Cyberpunk "Bigger Than Anything CD Projekt Has Done"
"stepping into the unknown"
Details about Cyberpunk 2077 [official site], CD Projekt RED's long-in-the-making sci-fi RPG that will, so far as we know, be their follow-up to The Witcher 3: Wild Hunt [official site], are rarer than miracle cures for wartime Russian mycotoxins. Even rarer is the slightest implication of a release date. However, CDP are happy to reveal that this is no mere experimental side project - “We're really stepping into the unknown in terms of complexity and size."

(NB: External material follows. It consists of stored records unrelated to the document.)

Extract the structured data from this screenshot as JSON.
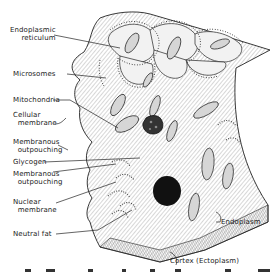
{
  "figure": {
    "labels": {
      "endoplasmic_reticulum": "Endoplasmic\n reticulum",
      "microsomes": "Microsomes",
      "mitochondria": "Mitochondria",
      "cellular_membrane": "Cellular\n  membrane",
      "membranous_outpouching_1": "Membranous\n  outpouching",
      "glycogen": "Glycogen",
      "membranous_outpouching_2": "Membranous\n  outpouching",
      "nuclear_membrane": "Nuclear\n  membrane",
      "neutral_fat": "Neutral fat",
      "endoplasm": "Endoplasm",
      "cortex": "Cortex (Ectoplasm)"
    },
    "colors": {
      "ink": "#222222",
      "shading": "#b8b8b8",
      "paper": "#ffffff"
    }
  }
}
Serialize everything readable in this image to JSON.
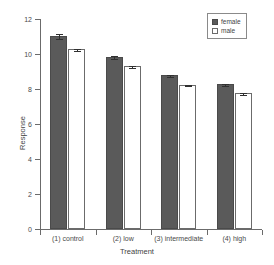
{
  "chart_data": {
    "type": "bar",
    "title": "",
    "xlabel": "Treatment",
    "ylabel": "Response",
    "categories": [
      "(1) control",
      "(2) low",
      "(3) intermediate",
      "(4) high"
    ],
    "series": [
      {
        "name": "female",
        "color": "#5a5a5a",
        "values": [
          11.0,
          9.8,
          8.75,
          8.25
        ],
        "errors": [
          0.12,
          0.06,
          0.06,
          0.05
        ]
      },
      {
        "name": "male",
        "color": "#ffffff",
        "values": [
          10.25,
          9.25,
          8.2,
          7.7
        ],
        "errors": [
          0.06,
          0.05,
          0.05,
          0.06
        ]
      }
    ],
    "ylim": [
      0,
      12
    ],
    "yticks": [
      0,
      2,
      4,
      6,
      8,
      10,
      12
    ],
    "ytick_labels": [
      "0",
      "2",
      "4",
      "6",
      "8",
      "10",
      "12"
    ],
    "grid": false,
    "legend_position": "top-right",
    "legend_entries": [
      "female",
      "male"
    ],
    "error_bar_style": "t-cap"
  },
  "legend": {
    "items": [
      {
        "label": "female",
        "swatch": "filled-square-icon"
      },
      {
        "label": "male",
        "swatch": "open-square-icon"
      }
    ]
  },
  "axes": {
    "y_title": "Response",
    "x_title": "Treatment"
  }
}
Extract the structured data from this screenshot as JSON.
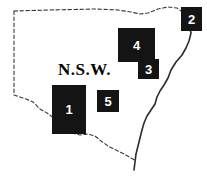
{
  "figure": {
    "name": "new-south-wales-region-map",
    "width": 207,
    "height": 177,
    "background_color": "#ffffff",
    "outline_color": "#3a3a3a",
    "box_color": "#141414",
    "label_color": "#ffffff"
  },
  "state_label": {
    "text": "N.S.W.",
    "x": 58,
    "y": 60
  },
  "regions": [
    {
      "id": "region-1",
      "label": "1",
      "x": 52,
      "y": 85,
      "width": 34,
      "height": 49
    },
    {
      "id": "region-2",
      "label": "2",
      "x": 181,
      "y": 7,
      "width": 21,
      "height": 24
    },
    {
      "id": "region-3",
      "label": "3",
      "x": 138,
      "y": 59,
      "width": 21,
      "height": 20
    },
    {
      "id": "region-4",
      "label": "4",
      "x": 118,
      "y": 28,
      "width": 37,
      "height": 34
    },
    {
      "id": "region-5",
      "label": "5",
      "x": 97,
      "y": 90,
      "width": 22,
      "height": 22
    }
  ],
  "borders": {
    "northern_border": "M 14,11 L 50,10 L 95,9 L 118,10 L 131,12 L 140,14 L 148,13 L 158,9 L 168,7 L 177,8 L 181,11",
    "western_border": "M 14,11 L 14,95",
    "southwestern_border": "M 14,95 L 20,97 L 26,99 L 33,102 L 40,109 L 47,113 L 54,118 L 60,124 L 66,129 L 72,133",
    "southern_border": "M 72,133 L 80,135 L 88,134 L 95,136 L 101,141 L 108,146 L 116,150 L 124,154 L 131,158 L 136,161",
    "coastline": "M 183,9 L 186,16 L 189,24 L 191,33 L 189,41 L 186,48 L 182,55 L 176,62 L 171,70 L 168,78 L 164,85 L 160,91 L 157,97 L 155,104 L 151,110 L 147,116 L 144,123 L 142,130 L 140,138 L 138,146 L 136,154 L 135,162 L 134,170"
  }
}
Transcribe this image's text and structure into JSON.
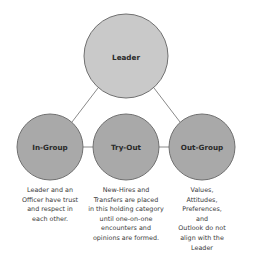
{
  "diagram": {
    "colors": {
      "leader_fill": "#c9c9c9",
      "group_fill": "#a9a9a9",
      "stroke": "#707070",
      "connector": "#8a8a8a"
    },
    "leader": {
      "label": "Leader"
    },
    "groups": [
      {
        "label": "In-Group",
        "description": "Leader and an\nOfficer have trust\nand respect in\neach other."
      },
      {
        "label": "Try-Out",
        "description": "New-Hires and\nTransfers are placed\nin this holding category\nuntil one-on-one\nencounters and\nopinions are formed."
      },
      {
        "label": "Out-Group",
        "description": "Values, Attitudes,\nPreferences, and\nOutlook do not\nalign with the\nLeader"
      }
    ]
  }
}
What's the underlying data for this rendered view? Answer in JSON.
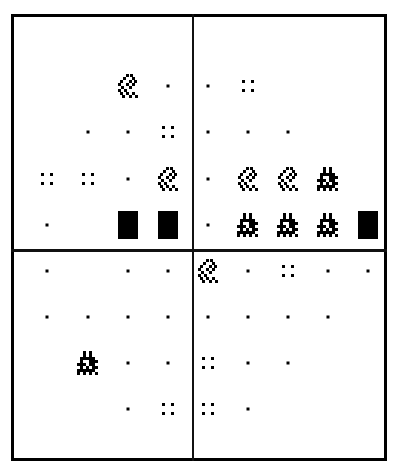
{
  "diagram": {
    "legend_codes": {
      "dot": "single small dot",
      "quad": "four-dot square",
      "sparse": "sparse hatched diamond",
      "dense": "dense dark blob",
      "block": "solid black rectangle",
      "empty": "blank"
    },
    "columns_x": [
      47,
      88,
      128,
      168,
      208,
      248,
      288,
      328,
      368
    ],
    "rows_y": [
      86,
      132,
      179,
      225,
      271,
      317,
      363,
      409
    ],
    "grid": [
      [
        "empty",
        "empty",
        "sparse",
        "dot",
        "dot",
        "quad",
        "empty",
        "empty",
        "empty"
      ],
      [
        "empty",
        "dot",
        "dot",
        "quad",
        "dot",
        "dot",
        "dot",
        "empty",
        "empty"
      ],
      [
        "quad",
        "quad",
        "dot",
        "sparse",
        "dot",
        "sparse",
        "sparse",
        "dense",
        "empty"
      ],
      [
        "dot",
        "empty",
        "block",
        "block",
        "dot",
        "dense",
        "dense",
        "dense",
        "block"
      ],
      [
        "dot",
        "empty",
        "dot",
        "dot",
        "sparse",
        "dot",
        "quad",
        "dot",
        "dot"
      ],
      [
        "dot",
        "dot",
        "dot",
        "dot",
        "dot",
        "dot",
        "dot",
        "dot",
        "empty"
      ],
      [
        "empty",
        "dense",
        "dot",
        "dot",
        "quad",
        "dot",
        "dot",
        "empty",
        "empty"
      ],
      [
        "empty",
        "empty",
        "dot",
        "quad",
        "quad",
        "dot",
        "empty",
        "empty",
        "empty"
      ]
    ],
    "colors": {
      "ink": "#000000",
      "background": "#ffffff"
    }
  }
}
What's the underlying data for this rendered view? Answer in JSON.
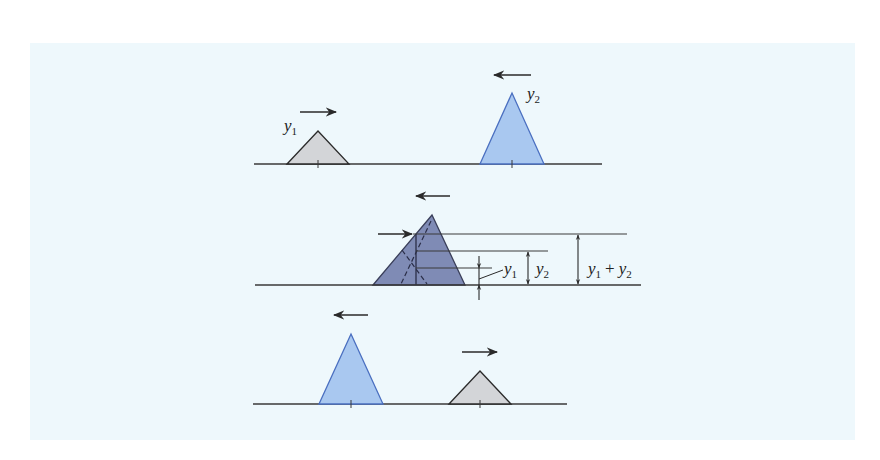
{
  "figure": {
    "background_color": "#eef8fc",
    "colors": {
      "pulse_y1_fill": "#d3d5d8",
      "pulse_y1_stroke": "#2a2a2a",
      "pulse_y2_fill": "#a9c8f0",
      "pulse_y2_stroke": "#4a6fc0",
      "superposition_fill": "#7f8bb5",
      "superposition_stroke": "#3a3f5a",
      "line": "#3a3a3a"
    },
    "panels": [
      {
        "name": "before-overlap",
        "pulses": [
          {
            "id": "y1",
            "label": "y",
            "subscript": "1",
            "direction": "right",
            "shape": "short-wide"
          },
          {
            "id": "y2",
            "label": "y",
            "subscript": "2",
            "direction": "left",
            "shape": "tall-narrow"
          }
        ]
      },
      {
        "name": "overlap-superposition",
        "direction_arrows": [
          "right",
          "left"
        ],
        "dimensions": [
          {
            "id": "y1",
            "label": "y",
            "subscript": "1"
          },
          {
            "id": "y2",
            "label": "y",
            "subscript": "2"
          },
          {
            "id": "sum",
            "label_a": "y",
            "sub_a": "1",
            "plus": "+",
            "label_b": "y",
            "sub_b": "2"
          }
        ]
      },
      {
        "name": "after-overlap",
        "pulses": [
          {
            "id": "y2",
            "direction": "left",
            "shape": "tall-narrow"
          },
          {
            "id": "y1",
            "direction": "right",
            "shape": "short-wide"
          }
        ]
      }
    ]
  }
}
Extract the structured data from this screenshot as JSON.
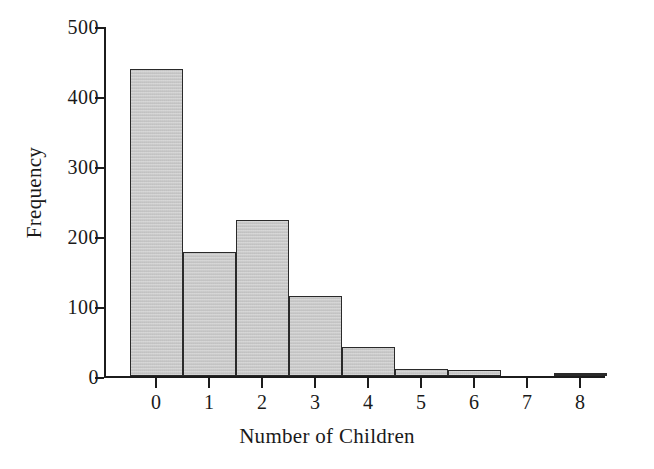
{
  "chart_data": {
    "type": "bar",
    "title": "",
    "subtitle": "",
    "xlabel": "Number of Children",
    "ylabel": "Frequency",
    "categories": [
      "0",
      "1",
      "2",
      "3",
      "4",
      "5",
      "6",
      "7",
      "8"
    ],
    "values": [
      438,
      177,
      223,
      114,
      41,
      10,
      9,
      0,
      3
    ],
    "series": [
      {
        "name": "Frequency",
        "values": [
          438,
          177,
          223,
          114,
          41,
          10,
          9,
          0,
          3
        ]
      }
    ],
    "xlim": [
      -0.5,
      8.5
    ],
    "ylim": [
      0,
      500
    ],
    "ytick_labels": [
      "0",
      "100",
      "200",
      "300",
      "400",
      "500"
    ],
    "ytick_values": [
      0,
      100,
      200,
      300,
      400,
      500
    ],
    "xtick_labels": [
      "0",
      "1",
      "2",
      "3",
      "4",
      "5",
      "6",
      "7",
      "8"
    ],
    "grid": false,
    "legend": "none",
    "bar_fill_color": "#c9c9c9",
    "bar_edge_color": "#2a2a2a",
    "axis_color": "#1c1c1c",
    "background_color": "#ffffff"
  }
}
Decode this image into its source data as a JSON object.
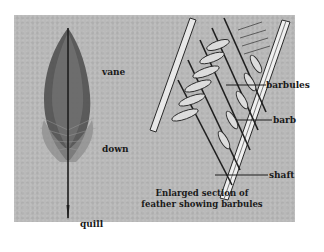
{
  "figure": {
    "feather_labels": {
      "vane": "vane",
      "down": "down",
      "quill": "quill"
    },
    "detail_labels": {
      "barbules": "barbules",
      "barb": "barb",
      "shaft": "shaft"
    },
    "caption_line1": "Enlarged section of",
    "caption_line2": "feather showing barbules"
  },
  "colors": {
    "background": "#ffffff",
    "panel": "#b9b9b9",
    "ink": "#1a1a1a"
  }
}
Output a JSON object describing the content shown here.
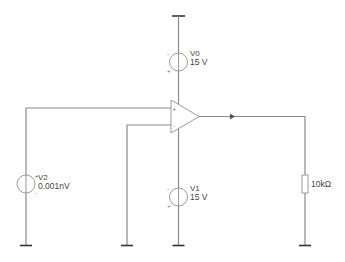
{
  "diagram": {
    "type": "circuit-schematic",
    "components": {
      "v0": {
        "name": "V0",
        "value": "15 V"
      },
      "v1": {
        "name": "V1",
        "value": "15 V"
      },
      "v2": {
        "name": "V2",
        "value": "0.001nV"
      },
      "r1": {
        "value": "10kΩ"
      },
      "opamp": {
        "plus": "+",
        "minus": "-"
      }
    },
    "signs": {
      "plus": "+",
      "minus": "-"
    },
    "colors": {
      "wire": "#8a8a8a",
      "ground": "#333333",
      "text": "#444444"
    }
  }
}
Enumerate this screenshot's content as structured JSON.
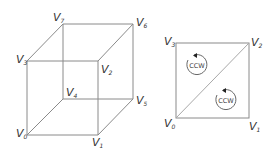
{
  "diagram": {
    "cube": {
      "vertices": [
        {
          "id": "v0",
          "label": "V",
          "sub": "0",
          "x": 27,
          "y": 135
        },
        {
          "id": "v1",
          "label": "V",
          "sub": "1",
          "x": 98,
          "y": 135
        },
        {
          "id": "v2",
          "label": "V",
          "sub": "2",
          "x": 99,
          "y": 61
        },
        {
          "id": "v3",
          "label": "V",
          "sub": "3",
          "x": 27,
          "y": 61
        },
        {
          "id": "v4",
          "label": "V",
          "sub": "4",
          "x": 63,
          "y": 99
        },
        {
          "id": "v5",
          "label": "V",
          "sub": "5",
          "x": 134,
          "y": 99
        },
        {
          "id": "v6",
          "label": "V",
          "sub": "6",
          "x": 133,
          "y": 25
        },
        {
          "id": "v7",
          "label": "V",
          "sub": "7",
          "x": 63,
          "y": 24
        }
      ]
    },
    "square": {
      "vertices": [
        {
          "id": "v0",
          "label": "V",
          "sub": "0"
        },
        {
          "id": "v1",
          "label": "V",
          "sub": "1"
        },
        {
          "id": "v2",
          "label": "V",
          "sub": "2"
        },
        {
          "id": "v3",
          "label": "V",
          "sub": "3"
        }
      ],
      "winding": [
        {
          "label": "CCW",
          "triangle": "upper-left"
        },
        {
          "label": "CCW",
          "triangle": "lower-right"
        }
      ]
    },
    "colors": {
      "edge": "#8a8a8a",
      "text": "#333333"
    }
  }
}
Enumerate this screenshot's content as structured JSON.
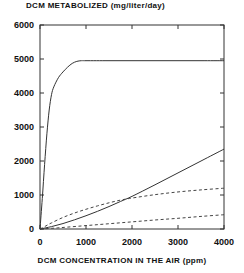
{
  "chart_data": {
    "type": "line",
    "title": "DCM METABOLIZED (mg/liter/day)",
    "xlabel": "DCM CONCENTRATION IN THE AIR (ppm)",
    "ylabel": "DCM METABOLIZED (mg/liter/day)",
    "xlim": [
      0,
      4000
    ],
    "ylim": [
      0,
      6000
    ],
    "grid": false,
    "legend": "none",
    "frame": "box",
    "xticks": [
      0,
      1000,
      2000,
      3000,
      4000
    ],
    "yticks": [
      0,
      1000,
      2000,
      3000,
      4000,
      5000,
      6000
    ],
    "xtick_labels": [
      "0",
      "1000",
      "2000",
      "3000",
      "4000"
    ],
    "ytick_labels": [
      "0",
      "1000",
      "2000",
      "3000",
      "4000",
      "5000",
      "6000"
    ],
    "series": [
      {
        "name": "saturating-metabolism-curve",
        "style": "solid",
        "color": "#333333",
        "x": [
          0,
          50,
          100,
          150,
          200,
          250,
          300,
          400,
          500,
          600,
          700,
          800,
          900,
          1000,
          1500,
          2000,
          2500,
          3000,
          3500,
          4000
        ],
        "values": [
          0,
          900,
          1900,
          2800,
          3500,
          3950,
          4180,
          4450,
          4620,
          4760,
          4870,
          4930,
          4950,
          4950,
          4950,
          4950,
          4950,
          4950,
          4950,
          4950
        ]
      },
      {
        "name": "linear-uptake-line",
        "style": "solid",
        "color": "#333333",
        "x": [
          0,
          250,
          500,
          750,
          1000,
          1250,
          1500,
          1750,
          2000,
          2500,
          3000,
          3500,
          4000
        ],
        "values": [
          0,
          70,
          160,
          270,
          390,
          520,
          660,
          810,
          960,
          1300,
          1650,
          2000,
          2350
        ]
      },
      {
        "name": "upper-dashed-curve",
        "style": "dashed",
        "color": "#444444",
        "x": [
          0,
          100,
          250,
          500,
          750,
          1000,
          1250,
          1500,
          1750,
          2000,
          2500,
          3000,
          3500,
          4000
        ],
        "values": [
          0,
          70,
          180,
          340,
          470,
          580,
          680,
          770,
          850,
          910,
          1010,
          1090,
          1150,
          1200
        ]
      },
      {
        "name": "lower-dashed-curve",
        "style": "dashed",
        "color": "#444444",
        "x": [
          0,
          250,
          500,
          1000,
          1500,
          2000,
          2500,
          3000,
          3500,
          4000
        ],
        "values": [
          0,
          20,
          45,
          100,
          155,
          210,
          265,
          315,
          370,
          420
        ]
      }
    ]
  }
}
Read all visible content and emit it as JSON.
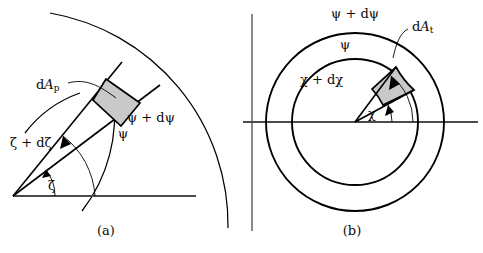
{
  "figure": {
    "title": "",
    "background_color": "#ffffff",
    "stroke_color": "#000000",
    "shaded_fill_color": "#c9c9c9",
    "axis_color": "#555555",
    "width": 483,
    "height": 253
  },
  "panel_a": {
    "caption": "(a)",
    "labels": {
      "area_element": "dAₚ",
      "area_element_main": "d",
      "area_element_symbol": "A",
      "area_element_sub": "p",
      "zeta_plus_dzeta": "ζ + dζ",
      "zeta": "ζ",
      "psi": "ψ",
      "psi_plus_dpsi": "ψ + dψ"
    },
    "geometry": {
      "origin_x": 13,
      "origin_y": 196,
      "baseline_end_x": 196,
      "ray_zeta_deg": 37,
      "ray_zeta_plus_dzeta_deg": 47,
      "arc_psi_radius": 118,
      "arc_psi_plus_dpsi_radius": 156,
      "outer_arc_radius": 215
    }
  },
  "panel_b": {
    "caption": "(b)",
    "labels": {
      "area_element": "dAₜ",
      "area_element_main": "d",
      "area_element_symbol": "A",
      "area_element_sub": "t",
      "chi_plus_dchi": "χ + dχ",
      "chi": "χ",
      "psi": "ψ",
      "psi_plus_dpsi": "ψ + dψ"
    },
    "geometry": {
      "center_x": 355,
      "center_y": 122,
      "inner_radius": 63,
      "outer_radius": 89,
      "chi_deg": 50,
      "chi_plus_dchi_deg": 68,
      "h_axis_x1": 243,
      "h_axis_x2": 478,
      "v_axis_x": 252,
      "v_axis_y1": 14,
      "v_axis_y2": 231
    }
  }
}
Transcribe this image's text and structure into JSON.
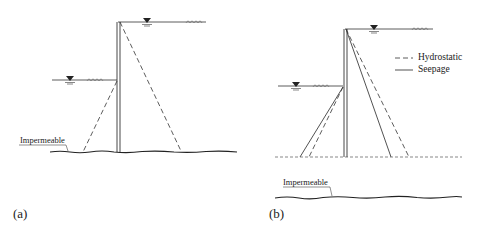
{
  "figure": {
    "panels": [
      {
        "id": "a",
        "caption": "(a)",
        "impermeable_label": "Impermeable",
        "lines": [
          "hydrostatic"
        ]
      },
      {
        "id": "b",
        "caption": "(b)",
        "impermeable_label": "Impermeable",
        "lines": [
          "hydrostatic",
          "seepage"
        ]
      }
    ],
    "legend": {
      "hydrostatic_label": "Hydrostatic",
      "seepage_label": "Seepage"
    },
    "colors": {
      "stroke": "#333333",
      "background": "#ffffff"
    },
    "icons": [
      "water-level-triangle-icon",
      "soil-hatch-icon"
    ]
  }
}
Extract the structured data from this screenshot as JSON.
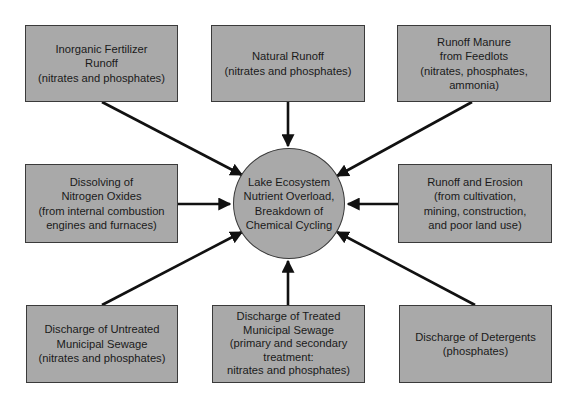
{
  "diagram": {
    "type": "hub-and-spoke",
    "colors": {
      "box_fill": "#a9a9a9",
      "border": "#3a3a3a",
      "arrow": "#111111",
      "background": "#ffffff"
    },
    "center": {
      "label": "Lake Ecosystem\nNutrient Overload,\nBreakdown of\nChemical Cycling"
    },
    "sources": [
      {
        "id": "inorganic-fertilizer",
        "label": "Inorganic Fertilizer\nRunoff\n(nitrates and phosphates)"
      },
      {
        "id": "natural-runoff",
        "label": "Natural Runoff\n(nitrates and phosphates)"
      },
      {
        "id": "manure-feedlots",
        "label": "Runoff Manure\nfrom Feedlots\n(nitrates, phosphates,\nammonia)"
      },
      {
        "id": "nitrogen-oxides",
        "label": "Dissolving of\nNitrogen Oxides\n(from internal combustion\nengines and furnaces)"
      },
      {
        "id": "runoff-erosion",
        "label": "Runoff and Erosion\n(from cultivation,\nmining, construction,\nand poor land use)"
      },
      {
        "id": "untreated-sewage",
        "label": "Discharge of Untreated\nMunicipal Sewage\n(nitrates and phosphates)"
      },
      {
        "id": "treated-sewage",
        "label": "Discharge of Treated\nMunicipal Sewage\n(primary and secondary\ntreatment:\nnitrates and phosphates)"
      },
      {
        "id": "detergents",
        "label": "Discharge of Detergents\n(phosphates)"
      }
    ],
    "edges_direction": "all sources point to center"
  }
}
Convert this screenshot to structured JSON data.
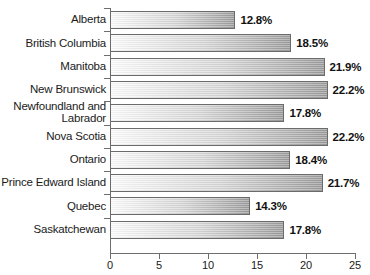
{
  "chart_data": {
    "type": "bar",
    "orientation": "horizontal",
    "title": "",
    "subtitle": "",
    "xlabel": "",
    "ylabel": "",
    "xlim": [
      0,
      25
    ],
    "xticks": [
      0,
      5,
      10,
      15,
      20,
      25
    ],
    "xtick_labels": [
      "0",
      "5",
      "10",
      "15",
      "20",
      "25"
    ],
    "grid": false,
    "legend": null,
    "value_suffix": "%",
    "categories": [
      "Alberta",
      "British Columbia",
      "Manitoba",
      "New Brunswick",
      "Newfoundland and\nLabrador",
      "Nova Scotia",
      "Ontario",
      "Prince Edward Island",
      "Quebec",
      "Saskatchewan"
    ],
    "values": [
      12.8,
      18.5,
      21.9,
      22.2,
      17.8,
      22.2,
      18.4,
      21.7,
      14.3,
      17.8
    ],
    "data_labels": [
      "12.8%",
      "18.5%",
      "21.9%",
      "22.2%",
      "17.8%",
      "22.2%",
      "18.4%",
      "21.7%",
      "14.3%",
      "17.8%"
    ],
    "colors": {
      "bar_gradient_start": "#fdfdfd",
      "bar_gradient_end": "#9d9d9d",
      "bar_border": "#6b6b6b",
      "axis": "#6e6e6e",
      "text": "#1a1a1a",
      "background": "#ffffff"
    }
  }
}
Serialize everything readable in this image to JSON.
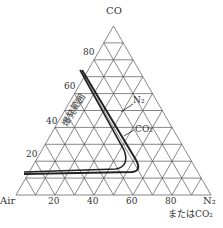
{
  "diagram": {
    "type": "ternary",
    "vertices": {
      "top": "CO",
      "left": "Air",
      "right_line1": "N₂",
      "right_line2": "またはCO₂"
    },
    "left_axis_ticks": [
      "20",
      "40",
      "60",
      "80"
    ],
    "bottom_axis_ticks": [
      "20",
      "40",
      "60",
      "80"
    ],
    "region_label": "爆発範囲",
    "curves": [
      {
        "name": "N₂",
        "label": "N₂"
      },
      {
        "name": "CO₂",
        "label": "CO₂"
      }
    ],
    "colors": {
      "grid": "#555555",
      "curve": "#222222",
      "text": "#333333"
    }
  }
}
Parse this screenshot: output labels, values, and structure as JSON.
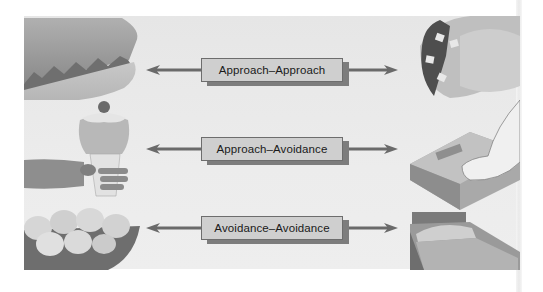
{
  "diagram": {
    "conflicts": [
      {
        "label": "Approach–Approach",
        "left_item": "taco shell / pie slice (desirable)",
        "right_item": "taco (desirable)"
      },
      {
        "label": "Approach–Avoidance",
        "left_item": "ice cream sundae (desirable)",
        "right_item": "bathroom scale (undesirable)"
      },
      {
        "label": "Avoidance–Avoidance",
        "left_item": "bowl of eggshells / chores (undesirable)",
        "right_item": "unmade bed (undesirable)"
      }
    ],
    "colors": {
      "background": "#e8e8e8",
      "label_fill": "#cfcfcf",
      "label_border": "#6d6d6d",
      "label_shadow": "#7d7d7d",
      "arrow": "#6a6a6a"
    }
  }
}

This comes from a short interview between MCV and CDP's visual effects artist Jose Teixeira. "Cyberpunk is far bigger than anything else that CD Projekt Red has done before," he claims. “Far, far bigger." Hopefully this means we can leave any lingering paranoia that it'll be The Witcher 3 with a silver skin at the door. The Witcher 3's already vast scale - and success - will inform the eventual Cyberpunk game, however. "If anything, working on The Witcher 3 was a really good and often brutal learning experience. Cyberpunk is going to benefit greatly from it. I can almost guarantee it."
Unsurpisingly, Teixeria wouldn't be drawn on a release date, apart from joking about 2077. CPD have previously stated that they won't even begin meaningfully talking about the game until 2017.
This would make it five years since the game was first announced, and two years later than The Witcher 3's release date. It'd be lovely if the thing was actually released in 2017 - a two-year gap between projects makes a certain sense - though I'm not convinced they'd be happy to make a promotional cycle for what is, to most casual onlookers, a new IP quite that short. (It's not really new, of course - Cyberpunk 2077 is based upon 80s/90s tabletop RPG Cyberpunk, aka Cyberpunk 2020). Especially given they've also talked about their expectation that this would be more even more successful than the already monstrously popular Witcher 3.
Patience is difficult - after The Witcher 3 was such a fine surprise I'm very keen to see this studio try their hand at something entirely different, and they do scuzz so well. If it means a bigger, better game then, well, I can suck it up.